Monday, 19 September 2011

Preview: THIS IS JINSY (Sky Atlantic)

Monday, 19 September 2011
written by Justin Chubb & Chris Bran; directed by Matt Lipsey
starring Justin Chubb, Chris Bran, Alice Lowe, Janine Duvitski & Geoff McGivern

If Vic Reeves and Bob Mortimer made The League Of Gentlemen, it may have resulted in something similar to Sky's latest homespun comedy, the peculiar This Is Jinsy. Or perhaps if Terry Pratchett was asked to write a lighthearted version of The Wicker Man? Originally a 2010 pilot for BBC3, this island-based sitcom wasn't taken to series, so Sky stepped in to fund what it hopes will be a cult hit hybrid of Father Ted and the aforementioned League. In its favour, Jinsy's unlike anything you've seen, and there's a potent sense of lo-fi creativity suturing it together, but after watching these two episodes I think there's a reason we've never seen its like before. I was more bewildered and bored than amused.

Arbiter Maven (Justin Chubb) is leader of the fictional island of Jinsy, helped by Operative Sporall (Chris Bran) from their Great Tower in the parish of Veen. (Yes, it's that kind of show.) Jinsy's a place that exists in a bizarro version of '50s Britain that's quite Orwellian in nature. There are strange TV "tesselators" that sprout up around the island, resembling coin-op seaside binoculars, and the first episode revolves around arranged marriages because all 791 inhabitants participate in a "Wedding Lottery" hosted by the effeminate Mr Slightlyman (guest-star David Tennant). Every person living on Jinsy have names that sound like they must have been educated at Hogwarts (Trince, Sooson Noop, Mrs Goadian), and the chintzy production values create the artificial feel of a 1994 PC CD-ROM game.

It's a fascinating production in many ways, despite the horrible greenscreen used to bring the island's exteriors to unconvincing life.
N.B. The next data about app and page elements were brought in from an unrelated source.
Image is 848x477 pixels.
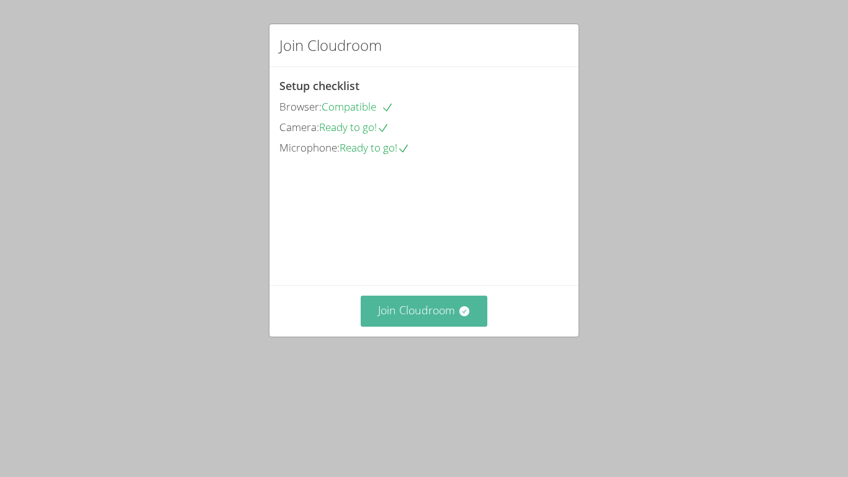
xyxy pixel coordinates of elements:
h2: Join Cloudroom [280,34,382,57]
span: Compatible [322,99,394,114]
span: Ready to go! [340,140,410,155]
button: Join Cloudroom [361,296,488,326]
span: Camera: [280,120,319,134]
span: Setup checklist [280,78,360,93]
span: Ready to go! [319,120,389,134]
span: Browser: [280,99,322,114]
span: Microphone: [280,140,340,155]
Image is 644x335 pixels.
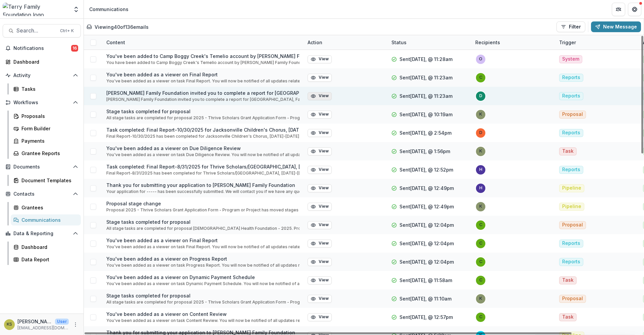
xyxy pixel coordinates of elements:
[400,222,454,228] p: Sent [DATE], @ 12:04pm
[21,217,76,224] div: Communications
[106,71,300,78] p: You've been added as a viewer on Final Report
[562,296,583,302] span: Proposal
[106,244,300,250] p: You've been added as a viewer on task Final Report. You will now be notified of all updates relat...
[11,215,81,225] a: Communications
[308,55,332,63] button: View
[562,130,580,136] span: Reports
[480,260,482,264] div: cnieves@theterryfoundation.org
[400,259,454,266] p: Sent [DATE], @ 12:04pm
[555,39,580,46] div: Trigger
[400,314,453,321] p: Sent [DATE], @ 12:57pm
[103,39,129,46] div: Content
[308,240,332,248] button: View
[562,259,580,265] span: Reports
[106,90,300,96] p: [PERSON_NAME] Family Foundation invited you to complete a report for [GEOGRAPHIC_DATA], Family We...
[562,222,583,228] span: Proposal
[480,131,482,135] div: ddailey@jaxchildrenschorus.org
[308,314,332,322] button: View
[106,311,300,318] p: You've been added as a viewer on Content Review
[106,281,300,287] p: You've been added as a viewer on task Dynamic Payment Schedule. You will now be notified of all u...
[21,86,76,92] div: Tasks
[400,203,454,210] p: Sent [DATE], @ 12:49pm
[94,23,148,31] p: Viewing 40 of 136 emails
[21,138,76,144] div: Payments
[557,21,585,32] button: Filter
[400,148,450,155] p: Sent [DATE], @ 1:56pm
[480,297,482,301] div: kshaw@theterryfoundation.org
[103,35,304,49] div: Content
[308,74,332,82] button: View
[304,35,387,49] div: Action
[562,56,579,62] span: System
[400,74,453,81] p: Sent [DATE], @ 11:23am
[3,228,81,239] button: Open Data & Reporting
[562,241,580,246] span: Reports
[480,241,482,246] div: cnieves@theterryfoundation.org
[308,203,332,211] button: View
[106,274,300,281] p: You've been added as a viewer on Dynamic Payment Schedule
[87,5,131,14] nav: breadcrumb
[480,204,482,209] div: kshaw@theterryfoundation.org
[400,111,453,118] p: Sent [DATE], @ 10:19am
[13,100,70,106] span: Workflows
[480,149,482,153] div: kshaw@theterryfoundation.org
[308,276,332,285] button: View
[106,263,300,269] p: You've been added as a viewer on task Progress Report. You will now be notified of all updates re...
[16,28,56,34] span: Search...
[562,315,574,320] span: Task
[472,35,555,49] div: Recipients
[106,219,300,225] p: Stage tasks completed for proposal
[400,240,454,247] p: Sent [DATE], @ 12:04pm
[13,45,71,51] span: Notifications
[11,202,81,213] a: Grantees
[308,258,332,266] button: View
[106,108,300,115] p: Stage tasks completed for proposal
[480,94,482,98] div: djurman@campboggycreek.org
[21,244,76,251] div: Dashboard
[628,3,641,16] button: Get Help
[106,299,300,305] p: All stage tasks are completed for proposal 2025 - Thrive Scholars Grant Application Form - Progra...
[106,96,300,102] p: [PERSON_NAME] Family Foundation invited you to complete a report for [GEOGRAPHIC_DATA], Family We...
[480,223,482,227] div: cnieves@theterryfoundation.org
[479,57,482,61] div: osmith@campboggycreek.org
[304,39,327,46] div: Action
[106,126,300,134] p: Task completed: Final Report-10/30/2025 for Jacksonville Children's Chorus, [DATE]-[DATE] Program...
[11,136,81,146] a: Payments
[106,237,300,244] p: You've been added as a viewer on Final Report
[400,56,453,63] p: Sent [DATE], @ 11:28am
[106,292,300,299] p: Stage tasks completed for proposal
[21,177,76,184] div: Document Templates
[17,325,69,331] p: [EMAIL_ADDRESS][DOMAIN_NAME]
[106,189,300,195] p: Your application for ----- has been successfully submitted. We will contact you if we have any qu...
[21,125,76,132] div: Form Builder
[11,242,81,253] a: Dashboard
[11,175,81,186] a: Document Templates
[562,112,583,117] span: Proposal
[555,35,639,49] div: Trigger
[562,93,580,99] span: Reports
[308,295,332,303] button: View
[562,186,581,191] span: Pipeline
[106,115,300,121] p: All stage tasks are completed for proposal 2025 - Thrive Scholars Grant Application Form - Progra...
[11,254,81,265] a: Data Report
[59,27,75,35] div: Ctrl + K
[106,255,300,263] p: You've been added as a viewer on Progress Report
[562,75,580,81] span: Reports
[480,315,482,320] div: cnieves@theterryfoundation.org
[387,35,472,49] div: Status
[3,162,81,172] button: Open Documents
[591,21,641,32] button: New Message
[17,318,53,325] p: [PERSON_NAME]
[480,278,482,282] div: cnieves@theterryfoundation.org
[480,168,482,172] div: hoberholtzer@thrivescholars.org
[400,166,453,173] p: Sent [DATE], @ 12:52pm
[106,60,300,66] p: You have been added to Camp Boggy Creek's Temelio account by [PERSON_NAME] Family Foundation . Co...
[308,147,332,156] button: View
[21,113,76,120] div: Proposals
[400,130,452,137] p: Sent [DATE], @ 2:54pm
[106,200,299,207] p: Proposal stage change
[3,189,81,199] button: Open Contacts
[21,150,76,157] div: Grantee Reports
There are talking seagulls with human faces, moments when we jump inside a "tesselator" to watch folk singers perform catchy songs in a country pub, a half-naked elderly "weather monk" present the forecast, and many other strange signs of local activity.

Maybe it's my age, but I'm struggling to find crazy comedy very funny these days. This brand of silliness can be diverting and worth a few giggles, but without something intelligent holding it all together, it just strikes me as indulgent hit-and-miss nonsense. "A little nonsense now and then is relished by the wisest men", wrote Roald Dahl, and it's certainly a lovely release valve, but there has to be standards. There was plenty to look at throughout Jinsy, but worryingly little of intelligent merit.
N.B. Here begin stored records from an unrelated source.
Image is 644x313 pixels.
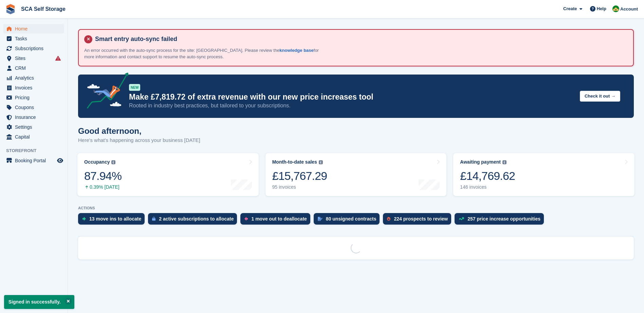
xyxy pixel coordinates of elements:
[4,295,74,309] p: Signed in successfully.
[15,93,56,103] span: Pricing
[78,206,634,210] p: ACTIONS
[18,3,68,15] a: SCA Self Storage
[266,153,447,196] a: Month-to-date sales £15,767.29 95 invoices
[82,217,86,221] img: move_ins_to_allocate_icon-fdf77a2bb77ea45bf5b3d319d69a93e2d87916cf1d5bf7949dd705db3b84f3ca.svg
[318,217,323,221] img: contract_signature_icon-13c848040528278c33f63329250d36e43548de30e8caae1d1a13099fd9432cc5.svg
[251,216,306,221] div: 1 move out to deallocate
[56,156,64,165] a: Preview store
[84,185,121,190] div: 0.39% [DATE]
[78,153,259,196] a: Occupancy 87.94% 0.39% [DATE]
[15,156,56,165] span: Booking Portal
[272,169,327,183] div: £15,767.29
[78,127,201,135] h1: Good afternoon,
[152,217,155,221] img: active_subscription_to_allocate_icon-d502201f5373d7db506a760aba3b589e785aa758c864c3986d89f69b8ff3...
[272,185,327,190] div: 95 invoices
[3,24,64,34] a: menu
[15,63,56,73] span: CRM
[502,160,506,164] img: icon-info-grey-7440780725fd019a000dd9b08b2336e03edf1995a4989e88bcd33f0948082b44.svg
[15,34,56,43] span: Tasks
[3,103,64,112] a: menu
[453,153,635,196] a: Awaiting payment £14,769.62 146 invoices
[129,84,140,91] div: NEW
[454,214,547,228] a: 257 price increase opportunities
[15,132,56,142] span: Capital
[15,53,56,63] span: Sites
[280,48,313,53] a: knowledge base
[563,5,577,13] span: Create
[6,147,67,154] span: Storefront
[468,216,541,221] div: 257 price increase opportunities
[15,74,56,83] span: Analytics
[15,103,56,112] span: Coupons
[111,160,115,164] img: icon-info-grey-7440780725fd019a000dd9b08b2336e03edf1995a4989e88bcd33f0948082b44.svg
[326,216,376,221] div: 80 unsigned contracts
[3,132,64,142] a: menu
[383,214,454,228] a: 224 prospects to review
[394,216,447,221] div: 224 prospects to review
[81,73,128,111] img: price-adjustments-announcement-icon-8257ccfd72463d97f412b2fc003d46551f7dbcb40ab6d574587a9cd5c0d94...
[78,214,148,228] a: 13 move ins to allocate
[15,113,56,122] span: Insurance
[159,216,233,221] div: 2 active subscriptions to allocate
[15,44,56,53] span: Subscriptions
[56,56,61,61] i: Smart entry sync failures have occurred
[244,217,248,221] img: move_outs_to_deallocate_icon-f764333ba52eb49d3ac5e1228854f67142a1ed5810a6f6cc68b1a99e826820c5.svg
[387,217,390,221] img: prospect-51fa495bee0391a8d652442698ab0144808aea92771e9ea1ae160a38d050c398.svg
[3,74,64,83] a: menu
[84,160,110,165] div: Occupancy
[3,34,64,43] a: menu
[460,169,515,183] div: £14,769.62
[460,185,515,190] div: 146 invoices
[3,122,64,132] a: menu
[597,5,606,13] span: Help
[241,214,313,228] a: 1 move out to deallocate
[15,24,56,34] span: Home
[580,91,620,102] button: Check it out →
[313,214,383,228] a: 80 unsigned contracts
[620,5,638,13] span: Account
[78,137,201,145] p: Here's what's happening across your business [DATE]
[5,4,16,14] img: stora-icon-8386f47178a22dfd0bd8f6a31ec36ba5ce8667c1dd55bd0f319d3a0aa187defe.svg
[129,92,574,102] p: Make £7,819.72 of extra revenue with our new price increases tool
[148,214,241,228] a: 2 active subscriptions to allocate
[319,160,323,164] img: icon-info-grey-7440780725fd019a000dd9b08b2336e03edf1995a4989e88bcd33f0948082b44.svg
[3,44,64,53] a: menu
[129,102,574,110] p: Rooted in industry best practices, but tailored to your subscriptions.
[3,83,64,92] a: menu
[84,47,322,60] p: An error occurred with the auto-sync process for the site: [GEOGRAPHIC_DATA]. Please review the f...
[15,83,56,92] span: Invoices
[15,122,56,132] span: Settings
[92,35,628,43] h4: Smart entry auto-sync failed
[460,160,501,165] div: Awaiting payment
[272,160,317,165] div: Month-to-date sales
[3,53,64,63] a: menu
[458,218,464,221] img: price_increase_opportunities-93ffe204e8149a01c8c9dc8f82e8f89637d9d84a8eef4429ea346261dce0b2c0.svg
[3,63,64,73] a: menu
[89,216,141,221] div: 13 move ins to allocate
[3,93,64,103] a: menu
[3,156,64,165] a: menu
[84,169,121,183] div: 87.94%
[3,113,64,122] a: menu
It felt like the absence of good jokes was being masked by the lunacy of its island society, the thrifty ingenuity of the production design, and a few famous faces. Quite why David Tennant wanted to guest-star on an unproven comedy like this is anyone's guess, beyond a deep desire to show a feminine side, or grab himself a carriage on the Rupert Murdoch gravy train. Harry Hill's cameo is more comprehensible, given this show fits the bald comedian's own comic sensibility. Likewise episode 2's appearance by Peter Serafinowicz as a cupboard-selling conman who pretends to be the island's unseen deity, The Great He.

I desperately wanted This Is Jinsy to work, because it's imaginative and is doing something different in a marketplace that's still under the influence of The Office; forgetting that some of the best British comedy's been silly, surreal offerings we're a world leader of. But this show needs to be funny in a manner that stems from the characters and the story, not just the weird garnish it's covered in. If a show like this isn't funny at heart, only in design, it just looks awkward and misfires badly.

I won't be revisiting this island again in a hurry.

Aside

  • It's a telling decision to put this on Sky Atlantic. I assume it's because Sky know it's not mainstream enough for Sky1, where it would sit alongside the likes of Trollied and Mount Pleasant. I can understand that reasoning, but it also means it's going to be tucked away on a minority channel at launch, and it's hard to see how that will help Sky Atlantic's fortunes. Would people really consider getting Sky just so they can see a TV show they (legally) won't even have seen yet? Are guest-stars like David Tennant, Harry Hill, Catherine Tate, and Peter Serafinowicz enough of a draw? I'd have put Jinsy on Sky1 to begin with, then move it to SkyA for series 2 if it proved a hit.